Mary was silent, and then an unbearable sorrow filled her eyes. Her lips parted but she did not speak. She did not need to.

Jack stared at her in shock. “No,” he whispered, because it could not be true. He was supposed to have had a chance to say he was sorry. He’d come all the way to Ireland. He wanted to say he was sorry.

“He died, Jack.” Mary blinked several times, her eyes glistening. “It was two years ago. I didn’t know how to find you. You never gave us an address.”

Jack turned, taking a few steps toward the rear of the house. If he stayed where he was, someone could see him. Everyone was in the drawing room. If they looked through the doorway, they would see him, struck, ready to cry, maybe ready to scream.
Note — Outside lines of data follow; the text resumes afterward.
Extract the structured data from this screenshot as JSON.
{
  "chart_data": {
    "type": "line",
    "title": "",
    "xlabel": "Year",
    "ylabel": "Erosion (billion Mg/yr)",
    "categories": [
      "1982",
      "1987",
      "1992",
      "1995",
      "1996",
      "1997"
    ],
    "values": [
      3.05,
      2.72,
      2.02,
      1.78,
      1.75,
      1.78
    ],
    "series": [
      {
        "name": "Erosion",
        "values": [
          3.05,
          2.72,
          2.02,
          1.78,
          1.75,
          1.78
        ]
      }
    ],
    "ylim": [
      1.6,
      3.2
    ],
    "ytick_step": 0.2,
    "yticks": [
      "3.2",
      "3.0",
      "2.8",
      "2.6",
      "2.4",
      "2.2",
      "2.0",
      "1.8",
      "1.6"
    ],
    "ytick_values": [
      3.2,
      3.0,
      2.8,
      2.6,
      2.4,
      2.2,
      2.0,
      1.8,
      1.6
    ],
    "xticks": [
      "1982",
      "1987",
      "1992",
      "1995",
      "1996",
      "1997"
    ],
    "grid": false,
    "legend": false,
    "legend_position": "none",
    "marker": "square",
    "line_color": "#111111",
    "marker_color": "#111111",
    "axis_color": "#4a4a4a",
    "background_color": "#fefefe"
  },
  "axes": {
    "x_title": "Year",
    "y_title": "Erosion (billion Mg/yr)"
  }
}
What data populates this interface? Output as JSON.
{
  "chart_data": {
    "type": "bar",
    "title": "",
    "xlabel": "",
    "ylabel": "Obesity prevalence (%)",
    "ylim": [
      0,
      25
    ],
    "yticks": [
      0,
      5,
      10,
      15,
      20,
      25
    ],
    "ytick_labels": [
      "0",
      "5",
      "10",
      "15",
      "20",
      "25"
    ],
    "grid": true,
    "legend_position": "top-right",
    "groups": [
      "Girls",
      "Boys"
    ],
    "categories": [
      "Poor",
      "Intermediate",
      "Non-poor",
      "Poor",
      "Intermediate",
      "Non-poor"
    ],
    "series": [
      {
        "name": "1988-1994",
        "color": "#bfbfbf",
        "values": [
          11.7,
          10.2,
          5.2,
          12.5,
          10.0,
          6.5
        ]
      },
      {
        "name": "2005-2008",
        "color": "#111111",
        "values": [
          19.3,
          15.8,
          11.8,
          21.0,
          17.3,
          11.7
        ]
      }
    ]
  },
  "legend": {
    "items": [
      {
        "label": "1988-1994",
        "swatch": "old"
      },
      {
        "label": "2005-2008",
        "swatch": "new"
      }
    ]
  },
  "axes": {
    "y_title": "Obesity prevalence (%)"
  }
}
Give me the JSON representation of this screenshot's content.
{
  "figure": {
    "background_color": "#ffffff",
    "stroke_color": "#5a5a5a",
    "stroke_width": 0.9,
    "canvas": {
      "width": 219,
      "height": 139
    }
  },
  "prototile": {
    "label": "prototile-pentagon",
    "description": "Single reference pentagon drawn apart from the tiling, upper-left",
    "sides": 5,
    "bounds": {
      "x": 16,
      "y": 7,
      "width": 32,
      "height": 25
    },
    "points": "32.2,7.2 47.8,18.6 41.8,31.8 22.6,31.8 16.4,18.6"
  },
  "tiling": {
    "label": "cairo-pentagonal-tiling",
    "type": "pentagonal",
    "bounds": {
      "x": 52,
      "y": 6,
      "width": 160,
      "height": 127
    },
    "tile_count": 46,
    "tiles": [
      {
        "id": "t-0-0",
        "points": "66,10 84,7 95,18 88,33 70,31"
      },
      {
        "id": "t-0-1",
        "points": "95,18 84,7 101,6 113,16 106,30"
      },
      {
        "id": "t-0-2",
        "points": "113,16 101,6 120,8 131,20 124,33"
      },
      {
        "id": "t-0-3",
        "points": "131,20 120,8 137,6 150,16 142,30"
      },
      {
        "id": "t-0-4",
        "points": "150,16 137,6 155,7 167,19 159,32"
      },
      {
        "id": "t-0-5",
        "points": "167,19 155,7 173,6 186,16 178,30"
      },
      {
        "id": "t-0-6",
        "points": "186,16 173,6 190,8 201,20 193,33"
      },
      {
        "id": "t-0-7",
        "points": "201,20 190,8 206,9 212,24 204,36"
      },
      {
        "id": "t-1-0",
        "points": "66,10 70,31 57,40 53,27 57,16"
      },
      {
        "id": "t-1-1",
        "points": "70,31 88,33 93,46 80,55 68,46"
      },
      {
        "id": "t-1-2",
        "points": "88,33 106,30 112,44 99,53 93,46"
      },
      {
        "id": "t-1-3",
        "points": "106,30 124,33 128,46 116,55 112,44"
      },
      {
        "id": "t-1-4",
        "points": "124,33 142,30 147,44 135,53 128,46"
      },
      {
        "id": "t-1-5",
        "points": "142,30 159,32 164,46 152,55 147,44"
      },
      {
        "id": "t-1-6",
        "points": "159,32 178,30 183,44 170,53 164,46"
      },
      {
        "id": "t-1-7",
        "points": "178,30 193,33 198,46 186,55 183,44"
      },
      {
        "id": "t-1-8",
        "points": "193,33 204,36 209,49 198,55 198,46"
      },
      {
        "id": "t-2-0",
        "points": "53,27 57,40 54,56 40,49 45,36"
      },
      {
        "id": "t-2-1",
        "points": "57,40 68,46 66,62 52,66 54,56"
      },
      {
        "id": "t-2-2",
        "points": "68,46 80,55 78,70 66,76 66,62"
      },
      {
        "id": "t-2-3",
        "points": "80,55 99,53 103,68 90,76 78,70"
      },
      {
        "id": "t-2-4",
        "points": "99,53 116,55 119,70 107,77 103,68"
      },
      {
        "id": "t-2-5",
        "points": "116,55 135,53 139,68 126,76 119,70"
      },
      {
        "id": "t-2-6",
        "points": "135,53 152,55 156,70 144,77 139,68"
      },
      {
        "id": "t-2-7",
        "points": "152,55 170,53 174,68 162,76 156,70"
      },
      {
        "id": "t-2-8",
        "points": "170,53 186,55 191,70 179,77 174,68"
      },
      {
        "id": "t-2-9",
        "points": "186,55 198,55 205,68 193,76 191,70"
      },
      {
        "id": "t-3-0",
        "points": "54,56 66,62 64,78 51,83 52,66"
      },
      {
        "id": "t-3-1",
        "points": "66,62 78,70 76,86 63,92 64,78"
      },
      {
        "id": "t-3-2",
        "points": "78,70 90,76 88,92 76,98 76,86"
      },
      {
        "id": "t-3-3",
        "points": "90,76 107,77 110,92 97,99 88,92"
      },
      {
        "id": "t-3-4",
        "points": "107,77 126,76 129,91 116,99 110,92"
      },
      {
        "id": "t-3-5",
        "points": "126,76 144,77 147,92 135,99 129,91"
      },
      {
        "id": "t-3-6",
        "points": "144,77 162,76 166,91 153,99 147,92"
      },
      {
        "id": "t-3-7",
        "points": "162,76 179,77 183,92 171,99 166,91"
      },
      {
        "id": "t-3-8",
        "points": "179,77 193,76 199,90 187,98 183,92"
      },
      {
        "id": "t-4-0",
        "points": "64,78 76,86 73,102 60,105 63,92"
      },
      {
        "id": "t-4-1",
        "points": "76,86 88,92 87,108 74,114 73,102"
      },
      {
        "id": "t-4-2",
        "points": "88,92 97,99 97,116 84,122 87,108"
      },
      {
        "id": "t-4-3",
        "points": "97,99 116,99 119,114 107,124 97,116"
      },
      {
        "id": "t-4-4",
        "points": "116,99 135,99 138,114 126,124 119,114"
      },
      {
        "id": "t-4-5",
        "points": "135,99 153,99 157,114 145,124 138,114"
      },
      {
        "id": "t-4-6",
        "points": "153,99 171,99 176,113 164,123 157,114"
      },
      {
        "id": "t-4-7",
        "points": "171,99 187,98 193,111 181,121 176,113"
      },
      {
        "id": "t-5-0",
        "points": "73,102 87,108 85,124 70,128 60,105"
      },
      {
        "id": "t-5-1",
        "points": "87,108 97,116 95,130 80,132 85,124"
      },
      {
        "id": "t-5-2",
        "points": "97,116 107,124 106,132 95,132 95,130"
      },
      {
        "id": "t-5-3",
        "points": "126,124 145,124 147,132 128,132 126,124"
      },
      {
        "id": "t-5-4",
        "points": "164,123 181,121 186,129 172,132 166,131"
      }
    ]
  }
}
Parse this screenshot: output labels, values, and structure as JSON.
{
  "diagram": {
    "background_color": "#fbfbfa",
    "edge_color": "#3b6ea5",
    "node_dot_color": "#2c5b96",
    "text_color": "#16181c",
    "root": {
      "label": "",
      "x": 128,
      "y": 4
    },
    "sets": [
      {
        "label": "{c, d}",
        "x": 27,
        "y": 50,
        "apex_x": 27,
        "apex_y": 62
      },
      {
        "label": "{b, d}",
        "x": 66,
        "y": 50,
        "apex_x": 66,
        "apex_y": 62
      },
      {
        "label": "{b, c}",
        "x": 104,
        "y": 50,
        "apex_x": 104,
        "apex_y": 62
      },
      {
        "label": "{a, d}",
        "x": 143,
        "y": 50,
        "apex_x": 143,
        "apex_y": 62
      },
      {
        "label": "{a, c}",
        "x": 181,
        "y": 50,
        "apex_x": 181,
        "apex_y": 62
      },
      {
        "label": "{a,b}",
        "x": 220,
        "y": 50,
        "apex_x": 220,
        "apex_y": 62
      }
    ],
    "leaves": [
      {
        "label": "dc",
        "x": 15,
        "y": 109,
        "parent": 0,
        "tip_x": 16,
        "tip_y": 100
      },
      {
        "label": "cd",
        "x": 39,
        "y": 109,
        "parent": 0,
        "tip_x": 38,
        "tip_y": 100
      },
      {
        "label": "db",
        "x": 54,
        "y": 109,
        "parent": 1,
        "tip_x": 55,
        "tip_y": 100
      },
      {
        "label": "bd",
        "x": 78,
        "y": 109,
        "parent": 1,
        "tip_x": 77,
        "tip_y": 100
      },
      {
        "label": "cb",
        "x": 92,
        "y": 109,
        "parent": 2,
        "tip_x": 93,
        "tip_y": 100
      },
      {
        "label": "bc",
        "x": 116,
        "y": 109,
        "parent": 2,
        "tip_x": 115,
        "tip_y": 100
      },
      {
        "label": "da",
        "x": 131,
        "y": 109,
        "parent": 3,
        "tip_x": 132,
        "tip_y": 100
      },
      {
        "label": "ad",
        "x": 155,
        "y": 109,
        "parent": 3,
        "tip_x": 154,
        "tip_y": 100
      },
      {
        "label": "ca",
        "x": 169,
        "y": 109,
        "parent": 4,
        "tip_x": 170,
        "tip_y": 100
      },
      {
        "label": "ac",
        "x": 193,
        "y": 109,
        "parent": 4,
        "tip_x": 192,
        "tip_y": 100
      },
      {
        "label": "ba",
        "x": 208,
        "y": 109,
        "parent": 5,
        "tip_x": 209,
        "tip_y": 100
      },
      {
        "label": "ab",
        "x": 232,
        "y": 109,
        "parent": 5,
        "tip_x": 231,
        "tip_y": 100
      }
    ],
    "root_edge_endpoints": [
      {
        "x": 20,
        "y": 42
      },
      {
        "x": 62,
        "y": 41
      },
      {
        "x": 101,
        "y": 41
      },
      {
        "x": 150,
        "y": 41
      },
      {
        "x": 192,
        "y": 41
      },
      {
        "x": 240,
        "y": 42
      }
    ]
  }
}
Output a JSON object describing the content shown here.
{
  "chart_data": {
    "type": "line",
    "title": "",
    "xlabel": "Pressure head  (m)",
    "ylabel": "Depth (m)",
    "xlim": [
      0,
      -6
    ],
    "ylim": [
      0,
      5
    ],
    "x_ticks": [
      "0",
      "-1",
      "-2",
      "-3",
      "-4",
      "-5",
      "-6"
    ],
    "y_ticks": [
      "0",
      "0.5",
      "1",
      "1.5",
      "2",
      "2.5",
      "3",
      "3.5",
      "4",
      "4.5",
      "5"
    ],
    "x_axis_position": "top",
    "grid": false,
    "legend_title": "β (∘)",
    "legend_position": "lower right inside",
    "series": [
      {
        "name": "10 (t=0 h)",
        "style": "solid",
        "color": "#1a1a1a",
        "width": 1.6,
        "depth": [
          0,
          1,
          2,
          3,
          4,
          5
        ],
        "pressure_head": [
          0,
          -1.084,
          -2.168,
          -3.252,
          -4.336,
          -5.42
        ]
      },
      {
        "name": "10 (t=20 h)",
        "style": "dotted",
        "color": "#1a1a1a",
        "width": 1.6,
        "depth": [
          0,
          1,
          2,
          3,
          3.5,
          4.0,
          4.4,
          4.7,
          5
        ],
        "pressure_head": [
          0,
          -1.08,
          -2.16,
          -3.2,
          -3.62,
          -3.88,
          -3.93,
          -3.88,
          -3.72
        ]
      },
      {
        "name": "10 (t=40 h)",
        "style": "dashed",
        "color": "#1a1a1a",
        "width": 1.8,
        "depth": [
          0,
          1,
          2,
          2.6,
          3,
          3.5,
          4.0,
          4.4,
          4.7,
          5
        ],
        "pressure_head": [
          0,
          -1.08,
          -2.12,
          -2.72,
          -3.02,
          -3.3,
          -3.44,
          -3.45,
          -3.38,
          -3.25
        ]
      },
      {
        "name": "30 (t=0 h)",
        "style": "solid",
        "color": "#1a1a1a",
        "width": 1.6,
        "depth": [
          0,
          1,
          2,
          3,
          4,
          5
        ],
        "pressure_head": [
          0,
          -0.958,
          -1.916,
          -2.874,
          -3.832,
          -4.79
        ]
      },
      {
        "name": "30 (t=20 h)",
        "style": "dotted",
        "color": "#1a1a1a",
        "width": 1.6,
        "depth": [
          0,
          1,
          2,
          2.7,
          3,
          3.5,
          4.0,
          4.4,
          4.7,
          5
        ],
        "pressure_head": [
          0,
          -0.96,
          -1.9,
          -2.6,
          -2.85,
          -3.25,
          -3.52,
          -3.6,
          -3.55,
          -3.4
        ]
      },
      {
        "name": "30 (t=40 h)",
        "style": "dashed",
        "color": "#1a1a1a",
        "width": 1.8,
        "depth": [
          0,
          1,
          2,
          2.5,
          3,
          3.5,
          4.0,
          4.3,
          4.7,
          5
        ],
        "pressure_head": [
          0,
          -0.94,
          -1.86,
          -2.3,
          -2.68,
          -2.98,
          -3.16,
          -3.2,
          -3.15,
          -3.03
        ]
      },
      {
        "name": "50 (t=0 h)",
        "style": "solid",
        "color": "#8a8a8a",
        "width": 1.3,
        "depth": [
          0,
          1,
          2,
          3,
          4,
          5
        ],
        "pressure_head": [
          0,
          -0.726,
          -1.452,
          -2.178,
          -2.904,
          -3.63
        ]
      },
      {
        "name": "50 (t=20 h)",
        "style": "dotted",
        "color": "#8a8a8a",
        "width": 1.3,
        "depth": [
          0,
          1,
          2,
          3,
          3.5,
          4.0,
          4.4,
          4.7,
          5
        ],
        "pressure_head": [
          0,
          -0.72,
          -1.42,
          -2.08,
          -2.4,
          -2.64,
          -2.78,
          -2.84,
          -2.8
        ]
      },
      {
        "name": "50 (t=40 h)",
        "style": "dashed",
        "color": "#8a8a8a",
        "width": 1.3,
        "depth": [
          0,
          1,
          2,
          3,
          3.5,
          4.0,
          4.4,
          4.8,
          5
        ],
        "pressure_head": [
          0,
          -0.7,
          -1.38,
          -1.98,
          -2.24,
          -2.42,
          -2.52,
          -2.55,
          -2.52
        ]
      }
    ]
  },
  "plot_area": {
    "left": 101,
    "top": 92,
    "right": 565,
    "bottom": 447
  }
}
“Jack?” It was Mary, and he could hear her steps moving cautiously toward him. He looked up at the ceiling, taking a shaky, open-mouthed breath. It didn’t help, but it was all he could manage.

Mary laid her hand on his arm. “He told me to tell you he loved you.”

“Don’t say that.” It was the one thing he couldn’t hear. Not just now.

“He did. He told me he knew you would come home. And that he loved you, and you were his son. In his heart, you were his son.”

He covered his face with his hands and found himself pressing tight, tighter, as if he could squeeze this all away. Why was he surprised? There was no reason he should be. William was not a young man; he’d been nearly forty when he married Mary. Did he think that life would have stood still in his absence? That no one would have changed, or grown…or died?

“I should have come back,” he said. “I should have-Oh, God, I’m such an idiot.”

Mary touched his hand, pulled it gently down and held it. And then she pulled him out of the hall, into the nearest room. His uncle’s study.

Jack walked over to the desk. It was a hulking, behemoth of a thing, the wood dark and scuffed and smelling like the paper and ink that always lain atop it.

But it had never been imposing. Funny, he’d always liked coming in here. It seemed odd, really. He’d been an out of doors sort of boy, always running and racing, and covered in mud. Even now, he hated a room with fewer than two windows.

But he had always liked it here.

He turned to look at his aunt. She was standing in the middle of the room. She’d closed the door most of the way and set her candle down on a shelf. She turned and looked back at him and said, very softly, “He knew you loved him.”

He shook his head. “I did not deserve him. Or you.”

“Stop this talk. I won’t hear it.”

“Aunt Mary, you know…” He put his fisted hand to his mouth, biting down on his knuckle. The words were there, but they burned in his chest, and it was so damned hard to speak them. “You know that Arthur would not have gone to France if not for me.”

She stared at him in bewilderment, then gasped and said, “Good heavens, Jack, you do not blame yourself for his death?”

“Of course I do. He went for me. He would never have-”

“He wanted to join the army. He knew it was that or the clergy, and heaven knows he did not want that. He’d always planned-”

“No,” Jack cut in, with all the force and anger in his heart. “He hadn’t. Maybe he told you he had, but-”

“You cannot take responsibility for his death. I will not let you.”

“Aunt Mary-”

“Stop! Stop it!”

The heels of her hands were pressed against her temples, her fingers wrapping up and over her skull. More than anything, she looked as if she were trying to shut him out, to put a stop to whatever it was he was trying to tell her.